Human Rights, Story-Ballet and Insects: The Oxford Enlightenment Programme for 2018-2019

Friday, 9 November, 2018

Our 2018-2019 programme (pdf) is spearheaded by events on human rights and the Enlightenment, a much-debated topic with contemporary implications. Towards the end of the eighteenth century, two emblematic documents took for granted the view that human beings were entitled to certain basic universal rights (albeit within clearly demarcated political communities). In August 1789, the French Declaration of the Rights of Man and the Citizen began with a reference to ‘the natural, inalienable, and sacred rights of man’; while thirteen years earlier, the Founding Fathers of the nascent United States famously held ‘these truths to be self-evident, that all men are created equal, that they are endowed by their Creator with certain unalienable Rights, that among these are Life, Liberty and the pursuit of Happiness’.

In both cases reality on the ground did not match the universalist thrust of the celebratory Declarations. Moreover, eighteenth-century concepts of human rights should not be teleologically conflated with contemporary, post-war ideas and documents bearing similar titles (see, for example, Samuel Moyn’s account of the very recent history of present-day human rights). While trying to avoid such a distorting perspective, significant questions remain to be answered concerning, in the first place, the origins of the rights discourse so manifest in the American and French Declarations of the late eighteenth century; and, secondly, the intellectual genealogy of human rights from the Age of Revolutions onwards.

In our first event this year, the Besterman Lecture of the Voltaire Foundation on 15 November 2018, Keith Michael Baker of Stanford University – one of the foremost scholars of the French Revolution – will subject to close scrutiny different contexts and discussions of human rights in the early stages of the Revolution. The title of his lecture is ‘Writing Rights in 1789’. At the other end of the academic year, on 29 April 2019, Dan Edelstein (also of Stanford) will return to the origins of some of the basic notions at the heart of the Revolution in the inaugural George Rousseau Lecture, provisionally entitled ‘Liberty as Equality: Rousseau and Roman Constitutionalism’. The Lecture has been made possible by a generous gift from George Rousseau, a leading scholar of eighteenth-century culture, to Magdalen College (where the event will take place). The George Rousseau Lecture will be preceded by an afternoon colloquium (on the same day) on human rights and the Enlightenment, taking its cue from Dan Edelstein’s forthcoming book on the topic. We are delighted to welcome to Oxford for this discussion three major scholars of eighteenth-century political thought: Annelien de Dijn (Utrecht), Mark Philp (Warwick), and Céline Spector (Sorbonne, Paris).

Beyond this thematic focus, the Enlightenment Workshop returns in the second and third terms with a genuinely interdisciplinary programme on diverse aspects of eighteenth-century European culture. Daniel Fulda, Director of the Enlightenment Research Centre at the University of Halle (IZEA), will show us how major Enlightenment ideas were represented visually. Emma Spary (Cambridge) will examine the relationship between humanism and eighteenth-century scholarship by focusing on botany and what she calls ‘the Enlightenment of ginseng’. Moving on from flora to fauna, Dominik Hünniger of the Lichtenberg-Kolleg at the University of Göttingen will discuss the ways in which Enlightenment authors imagined and depicted the reproduction of insects. In papers on eighteenth-century British culture, Ros Ballaster (English, Oxford) will investigate the interface between theatre and the novel by focusing on Charlotte Lennox and Oliver Goldsmith, and Peter Sabor (McGill University, Montreal) will share with us some of the insights gained through his impressive editorial work on authors of the Burney family. In other sessions, Kate Tunstall (French, Oxford) will discuss representations of the unsuccessful attempt to assassinate Louis XV in 1757, and Julia Bührle (English, Oxford) will look at the links between eighteenth-century dance and literature in a session on the Enlightenment’s ‘story-ballet’. In the third term, Iwan-Michelangelo D’Aprile (co-director of the Research Center Sanssouci in Potsdam) will talk about eighteenth-century migration politics, while Maxine Berg (Warwick) will take us to one of the farthest reaches of the Enlightenment: Nootka Sound on the northwestern Pacific coast.

Last but not least, Richard Whatmore of the University of St Andrews will survey the activities of eighteenth-century Genevans in Ireland in a paper promisingly entitled ‘Terrorists, Anarchists and Republicans’. Professor Whatmore will accompany the rich menu of the Enlightenment Workshop with his series of six Carlyle Lectures on ‘The End of Enlightenment’. The dates and titles are available on the History Faculty website.

From eighteenth-century human rights and migration politics to the performance arts via ginseng and insects: we hope to provide something of interest to anyone who would like have a closer, unusual look at the European Enlightenment.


Task directions
Output the entries underneath exactly as they are.
------------------------
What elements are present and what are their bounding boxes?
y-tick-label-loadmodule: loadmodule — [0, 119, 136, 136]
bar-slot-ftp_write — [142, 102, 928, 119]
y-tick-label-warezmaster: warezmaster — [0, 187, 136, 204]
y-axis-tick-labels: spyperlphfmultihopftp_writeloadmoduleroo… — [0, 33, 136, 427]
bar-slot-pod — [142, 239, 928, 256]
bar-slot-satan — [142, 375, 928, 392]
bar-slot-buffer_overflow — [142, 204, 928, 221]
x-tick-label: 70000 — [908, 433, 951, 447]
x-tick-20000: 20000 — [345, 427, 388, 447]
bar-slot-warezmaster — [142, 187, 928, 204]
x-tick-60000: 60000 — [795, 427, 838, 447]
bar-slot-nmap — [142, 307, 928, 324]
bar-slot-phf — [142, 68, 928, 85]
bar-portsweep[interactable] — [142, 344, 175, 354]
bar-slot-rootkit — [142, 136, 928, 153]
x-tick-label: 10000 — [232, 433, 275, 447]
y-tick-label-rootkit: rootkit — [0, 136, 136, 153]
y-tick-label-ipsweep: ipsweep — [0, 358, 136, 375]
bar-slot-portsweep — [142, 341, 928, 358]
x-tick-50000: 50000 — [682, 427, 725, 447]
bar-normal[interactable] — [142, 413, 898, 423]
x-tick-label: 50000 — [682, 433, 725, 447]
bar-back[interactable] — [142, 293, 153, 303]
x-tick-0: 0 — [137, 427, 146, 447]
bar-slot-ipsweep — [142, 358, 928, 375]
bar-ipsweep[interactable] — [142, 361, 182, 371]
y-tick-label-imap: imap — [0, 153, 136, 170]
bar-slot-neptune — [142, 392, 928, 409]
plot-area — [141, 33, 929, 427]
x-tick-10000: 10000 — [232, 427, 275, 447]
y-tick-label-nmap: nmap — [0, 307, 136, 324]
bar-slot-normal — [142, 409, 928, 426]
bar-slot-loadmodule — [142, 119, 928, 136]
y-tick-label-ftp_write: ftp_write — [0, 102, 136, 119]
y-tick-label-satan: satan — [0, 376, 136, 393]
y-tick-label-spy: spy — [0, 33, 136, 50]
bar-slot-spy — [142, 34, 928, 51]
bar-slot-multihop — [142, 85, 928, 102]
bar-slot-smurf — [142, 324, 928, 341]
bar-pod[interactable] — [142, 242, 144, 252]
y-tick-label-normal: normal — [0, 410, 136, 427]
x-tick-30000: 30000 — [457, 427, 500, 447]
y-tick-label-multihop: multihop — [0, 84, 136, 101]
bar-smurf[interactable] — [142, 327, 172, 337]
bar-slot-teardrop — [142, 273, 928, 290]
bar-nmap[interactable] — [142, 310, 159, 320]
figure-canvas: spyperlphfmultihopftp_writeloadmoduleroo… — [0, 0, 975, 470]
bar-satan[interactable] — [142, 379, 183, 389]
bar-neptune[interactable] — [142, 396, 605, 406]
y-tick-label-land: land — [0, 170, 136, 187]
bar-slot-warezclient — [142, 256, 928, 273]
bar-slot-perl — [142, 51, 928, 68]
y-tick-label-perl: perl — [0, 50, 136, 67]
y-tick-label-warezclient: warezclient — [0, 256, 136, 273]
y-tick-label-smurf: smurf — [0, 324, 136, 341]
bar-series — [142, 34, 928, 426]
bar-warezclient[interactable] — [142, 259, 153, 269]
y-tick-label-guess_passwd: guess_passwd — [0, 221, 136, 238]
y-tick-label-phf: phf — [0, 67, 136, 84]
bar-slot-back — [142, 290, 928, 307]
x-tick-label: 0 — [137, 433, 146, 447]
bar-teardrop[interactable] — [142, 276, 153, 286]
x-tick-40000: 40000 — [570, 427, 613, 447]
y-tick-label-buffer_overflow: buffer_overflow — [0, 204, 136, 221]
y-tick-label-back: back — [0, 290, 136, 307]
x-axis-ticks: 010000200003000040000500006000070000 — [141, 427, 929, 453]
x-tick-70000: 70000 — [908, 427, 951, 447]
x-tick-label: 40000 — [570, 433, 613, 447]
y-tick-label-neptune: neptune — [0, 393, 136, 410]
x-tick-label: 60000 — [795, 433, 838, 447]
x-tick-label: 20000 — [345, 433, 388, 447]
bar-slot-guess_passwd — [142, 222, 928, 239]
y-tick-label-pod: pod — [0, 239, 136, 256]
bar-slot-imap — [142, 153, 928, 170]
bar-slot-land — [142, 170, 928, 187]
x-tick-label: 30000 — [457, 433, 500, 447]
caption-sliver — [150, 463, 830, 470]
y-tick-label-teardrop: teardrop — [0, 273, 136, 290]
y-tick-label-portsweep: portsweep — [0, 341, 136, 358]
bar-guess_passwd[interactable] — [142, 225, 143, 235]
------------------------
Solution to this exercise
What elements are present and what are their bounding boxes?
y-tick-label-loadmodule: loadmodule — [0, 119, 136, 136]
bar-slot-ftp_write — [142, 102, 928, 119]
y-tick-label-warezmaster: warezmaster — [0, 187, 136, 204]
y-axis-tick-labels: spyperlphfmultihopftp_writeloadmoduleroo… — [0, 33, 136, 427]
bar-slot-pod — [142, 239, 928, 256]
bar-slot-satan — [142, 375, 928, 392]
bar-slot-buffer_overflow — [142, 204, 928, 221]
x-tick-label: 70000 — [908, 433, 951, 447]
x-tick-20000: 20000 — [345, 427, 388, 447]
bar-slot-warezmaster — [142, 187, 928, 204]
x-tick-60000: 60000 — [795, 427, 838, 447]
bar-slot-nmap — [142, 307, 928, 324]
bar-slot-phf — [142, 68, 928, 85]
bar-portsweep[interactable] — [142, 344, 175, 354]
bar-slot-rootkit — [142, 136, 928, 153]
x-tick-label: 10000 — [232, 433, 275, 447]
y-tick-label-rootkit: rootkit — [0, 136, 136, 153]
y-tick-label-ipsweep: ipsweep — [0, 358, 136, 375]
bar-slot-portsweep — [142, 341, 928, 358]
x-tick-50000: 50000 — [682, 427, 725, 447]
bar-normal[interactable] — [142, 413, 898, 423]
x-tick-label: 50000 — [682, 433, 725, 447]
bar-back[interactable] — [142, 293, 153, 303]
x-tick-0: 0 — [137, 427, 146, 447]
bar-slot-ipsweep — [142, 358, 928, 375]
bar-ipsweep[interactable] — [142, 361, 182, 371]
y-tick-label-imap: imap — [0, 153, 136, 170]
bar-slot-neptune — [142, 392, 928, 409]
plot-area — [141, 33, 929, 427]
x-tick-10000: 10000 — [232, 427, 275, 447]
y-tick-label-nmap: nmap — [0, 307, 136, 324]
bar-slot-normal — [142, 409, 928, 426]
bar-slot-loadmodule — [142, 119, 928, 136]
y-tick-label-ftp_write: ftp_write — [0, 102, 136, 119]
y-tick-label-satan: satan — [0, 376, 136, 393]
y-tick-label-spy: spy — [0, 33, 136, 50]
bar-slot-spy — [142, 34, 928, 51]
bar-slot-multihop — [142, 85, 928, 102]
bar-slot-smurf — [142, 324, 928, 341]
bar-pod[interactable] — [142, 242, 144, 252]
y-tick-label-normal: normal — [0, 410, 136, 427]
x-tick-30000: 30000 — [457, 427, 500, 447]
y-tick-label-multihop: multihop — [0, 84, 136, 101]
bar-smurf[interactable] — [142, 327, 172, 337]
bar-slot-teardrop — [142, 273, 928, 290]
bar-nmap[interactable] — [142, 310, 159, 320]
figure-canvas: spyperlphfmultihopftp_writeloadmoduleroo… — [0, 0, 975, 470]
bar-satan[interactable] — [142, 379, 183, 389]
bar-neptune[interactable] — [142, 396, 605, 406]
y-tick-label-land: land — [0, 170, 136, 187]
bar-slot-warezclient — [142, 256, 928, 273]
bar-slot-perl — [142, 51, 928, 68]
y-tick-label-perl: perl — [0, 50, 136, 67]
y-tick-label-warezclient: warezclient — [0, 256, 136, 273]
y-tick-label-smurf: smurf — [0, 324, 136, 341]
bar-series — [142, 34, 928, 426]
bar-warezclient[interactable] — [142, 259, 153, 269]
y-tick-label-guess_passwd: guess_passwd — [0, 221, 136, 238]
y-tick-label-phf: phf — [0, 67, 136, 84]
bar-slot-back — [142, 290, 928, 307]
x-tick-label: 0 — [137, 433, 146, 447]
bar-teardrop[interactable] — [142, 276, 153, 286]
x-tick-40000: 40000 — [570, 427, 613, 447]
y-tick-label-buffer_overflow: buffer_overflow — [0, 204, 136, 221]
y-tick-label-back: back — [0, 290, 136, 307]
x-axis-ticks: 010000200003000040000500006000070000 — [141, 427, 929, 453]
x-tick-70000: 70000 — [908, 427, 951, 447]
x-tick-label: 40000 — [570, 433, 613, 447]
y-tick-label-neptune: neptune — [0, 393, 136, 410]
x-tick-label: 60000 — [795, 433, 838, 447]
x-tick-label: 20000 — [345, 433, 388, 447]
bar-slot-guess_passwd — [142, 222, 928, 239]
y-tick-label-pod: pod — [0, 239, 136, 256]
bar-slot-imap — [142, 153, 928, 170]
bar-slot-land — [142, 170, 928, 187]
x-tick-label: 30000 — [457, 433, 500, 447]
caption-sliver — [150, 463, 830, 470]
y-tick-label-teardrop: teardrop — [0, 273, 136, 290]
y-tick-label-portsweep: portsweep — [0, 341, 136, 358]
bar-guess_passwd[interactable] — [142, 225, 143, 235]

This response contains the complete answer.